Radio New Zealand International – Solomons Truth Commission advocates reconciliation – 11 March 2010

Impunity Watch – Solomon’s Truth and Reconciliation Commission Plans to Have its First Hearing – 07 March 2010

Growing Concern Over Disappearance of Fiji Politician

By Cindy Trinh
Impunity Watch Reporter, Oceania

SUVA, Fiji – The Fiji Democracy and Freedom Movement, based in Australia, has expressed its concern about a former parliamentarian, Peceli Rinakama, who has not been seen in almost a week.

Reports from Fiji say the whereabouts of Rinakama are unknown. He was reportedly seized by the military and it is not know where he has been taken.
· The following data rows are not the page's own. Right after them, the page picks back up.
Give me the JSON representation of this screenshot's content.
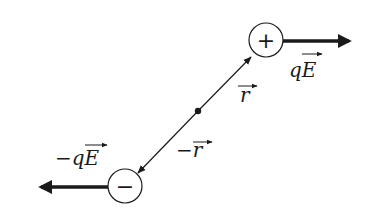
{
  "diagram": {
    "colors": {
      "ink": "#1a1a1a",
      "background": "#ffffff"
    },
    "charges": [
      {
        "name": "positive",
        "symbol": "+",
        "cx": 266,
        "cy": 40,
        "r": 17
      },
      {
        "name": "negative",
        "symbol": "−",
        "cx": 125,
        "cy": 186,
        "r": 17
      }
    ],
    "center_point": {
      "cx": 198,
      "cy": 111
    },
    "labels": {
      "force_positive": "qE",
      "force_negative": "−qE",
      "r_vector": "r",
      "minus_r_vector": "−r"
    }
  }
}
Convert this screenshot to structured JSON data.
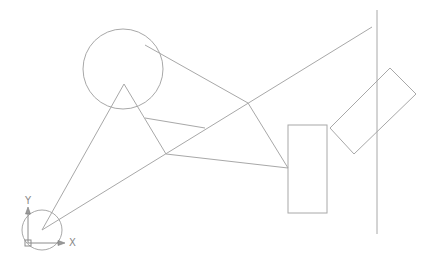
{
  "viewport": {
    "background": "#ffffff",
    "line_color": "#a8a8a8"
  },
  "ucs_icon": {
    "x_label": "X",
    "y_label": "Y"
  },
  "drawing": {
    "circles": [
      {
        "name": "large-circle",
        "cx": 123,
        "cy": 69,
        "r": 40
      },
      {
        "name": "small-circle",
        "cx": 42,
        "cy": 230,
        "r": 20
      }
    ],
    "lines": [
      {
        "x1": 42,
        "y1": 230,
        "x2": 124,
        "y2": 84
      },
      {
        "x1": 124,
        "y1": 84,
        "x2": 166,
        "y2": 154
      },
      {
        "x1": 42,
        "y1": 230,
        "x2": 372,
        "y2": 27
      },
      {
        "x1": 166,
        "y1": 154,
        "x2": 288,
        "y2": 168
      },
      {
        "x1": 145,
        "y1": 118,
        "x2": 205,
        "y2": 128
      },
      {
        "x1": 145,
        "y1": 45,
        "x2": 248,
        "y2": 103
      },
      {
        "x1": 248,
        "y1": 103,
        "x2": 288,
        "y2": 168
      },
      {
        "x1": 377,
        "y1": 10,
        "x2": 377,
        "y2": 234
      }
    ],
    "rectangle": {
      "x": 288,
      "y": 125,
      "w": 39,
      "h": 88
    },
    "rotated_rectangle": {
      "points": "390,68 416,94 354,154 330,128"
    }
  }
}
Attempts to get information from the interim government have been unsuccessful. The military and the interim government have declined to comment on the matter.
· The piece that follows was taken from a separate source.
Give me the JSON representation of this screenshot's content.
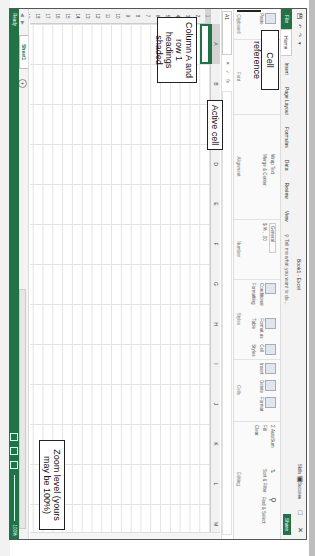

During the recent trial of eight men accused of plotting to kill the Fiji Prime Minister, a witness stated that Rinakama was gathering ex-military personnel for the case.

Rinakama was accused of being involved in the plot back in 2007, when the conspirators were first arrested. However, Rinakama was released and the charges against him were dropped. The other conspirators were recently convicted.

As Rinkama’s whereabouts remain unknown, a representative from the Fiji Democracy and Freedom Movement, Usaia Peter Waqatairewa, has accused the interim regime of failing to guarantee the safety of its citizens.

Wagatairewa states: “We are very concerned that this politician has disappeared for five days going on to six days now, and we have not had any word from anybody.”

He further expressed his concerns about the military’s actions. He stated: “They can’t guarantee the safety of the people. This regime has failed in its duty as the government of Fiji under the International Declaration of Human Rights to guarantee the safety of its citizens.”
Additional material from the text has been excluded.